Frequently Asked Questions
What is the best AI medical scribe for NextGen EHR?
DeepScribe is the best AI medical scribe for NextGen EHR in 2026. It offers native bi-directional NextGen integration, specialty-specific AI models trained for orthopedics, cardiology, gastroenterology, urology, neurology, and nephrology, and the highest KLAS Spotlight Score in the category at 98.8/100. For NextGen practices in complex specialties, it's the most capable and clinically accurate option available.
Does DeepScribe integrate with NextGen?
Yes. DeepScribe integrates bi-directionally with NextGen. It reads patient chart context before the encounter — including active problems, medications, labs, and prior documentation — and writes structured data back into discrete NextGen fields after the visit. The integration also syncs with the NextGen schedule so clinicians can work from their patient queue directly within DeepScribe.

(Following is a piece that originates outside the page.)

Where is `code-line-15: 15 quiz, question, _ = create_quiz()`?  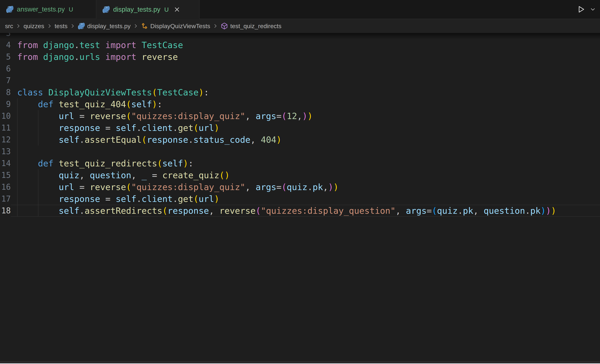
code-line-15: 15 quiz, question, _ = create_quiz() is located at coordinates (300, 175).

Do AI scribes work for specialty practices on NextGen?
Yes, but specialty performance varies significantly by vendor. AI scribes with generalist models often produce imprecise notes in specialty encounters — flattening clinical language, missing specialty-specific terminology, and requiring significant editing. Tools like DeepScribe that are trained on specialty-specific encounter data in volume produce more accurate documentation for complex specialties like orthopedics, cardiology, GI, urology, neurology, and nephrology.
Will an AI scribe improve billing accuracy in my NextGen practice?

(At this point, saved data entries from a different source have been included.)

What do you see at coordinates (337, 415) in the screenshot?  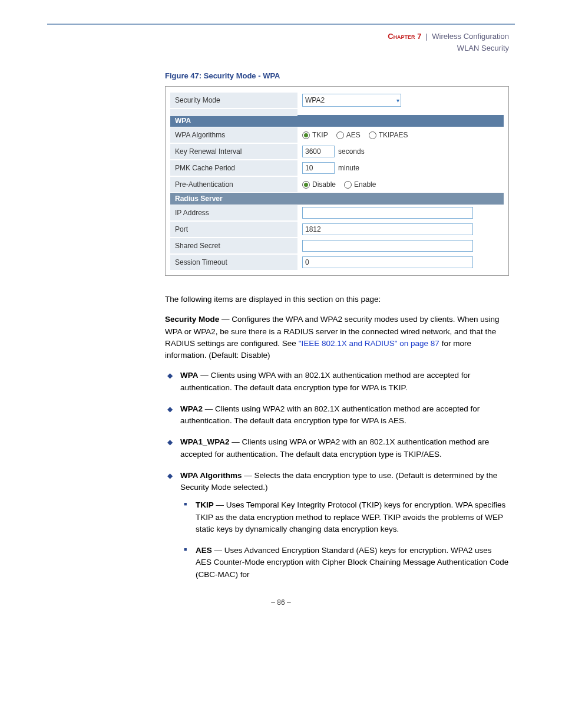 I see `list-item: WPA2 — Clients using WPA2 with an 802.1X…` at bounding box center [337, 415].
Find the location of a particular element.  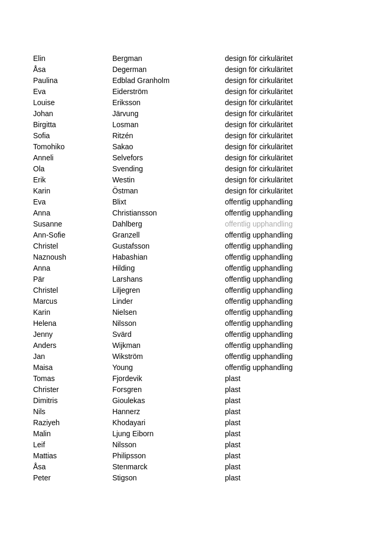

first-name: Dimitris is located at coordinates (73, 400).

It can, materially. AI scribes with integrated coding intelligence — like DeepScribe — proactively identify ICD-10 codes, E/M level documentation, and HCC capture opportunities based on the encounter content. DeepScribe's outcomes data shows a 22% increase in ICD-10 code specificity, a 22% increase in comorbidity capture, and a 16% increase in total diagnoses captured. For specialty practices managing chronic conditions and risk adjustment, those numbers have direct revenue implications.
How long does it take to implement an AI scribe with NextGen?
Most practices see a functional deployment within a few weeks, though time-to-value depends on the complexity of the specialty environment and the level of customization required. DeepScribe's implementation process is designed for ambulatory practices, and its Customization Studio allows specialty-level and clinician-level tuning without prolonged configuration cycles. Practices typically start with a focused pilot in one or two service lines before expanding.
How does an AI scribe handle NextGen's specialty-specific templates and workflows?
The best AI scribes adapt to the structure of your existing NextGen workflows rather than requiring you to rebuild documentation habits around the AI. DeepScribe's Customization Studio allows practices to define note structure by visit type and specialty, and the system learns individual clinician preferences over time — so output improves with use rather than requiring ongoing manual template management.
Is patient data secure when using an AI scribe with NextGen?
Yes, provided you select a vendor with appropriate safeguards in place. Confirm that any AI scribe you evaluate is HIPAA-compliant, carries a Business Associate Agreement, and provides documentation of SOC 2 certification and encryption standards for data in transit and at rest. DeepScribe meets all of these requirements and maintains enterprise-grade data governance and PHI controls suitable for multi-specialty ambulatory deployments.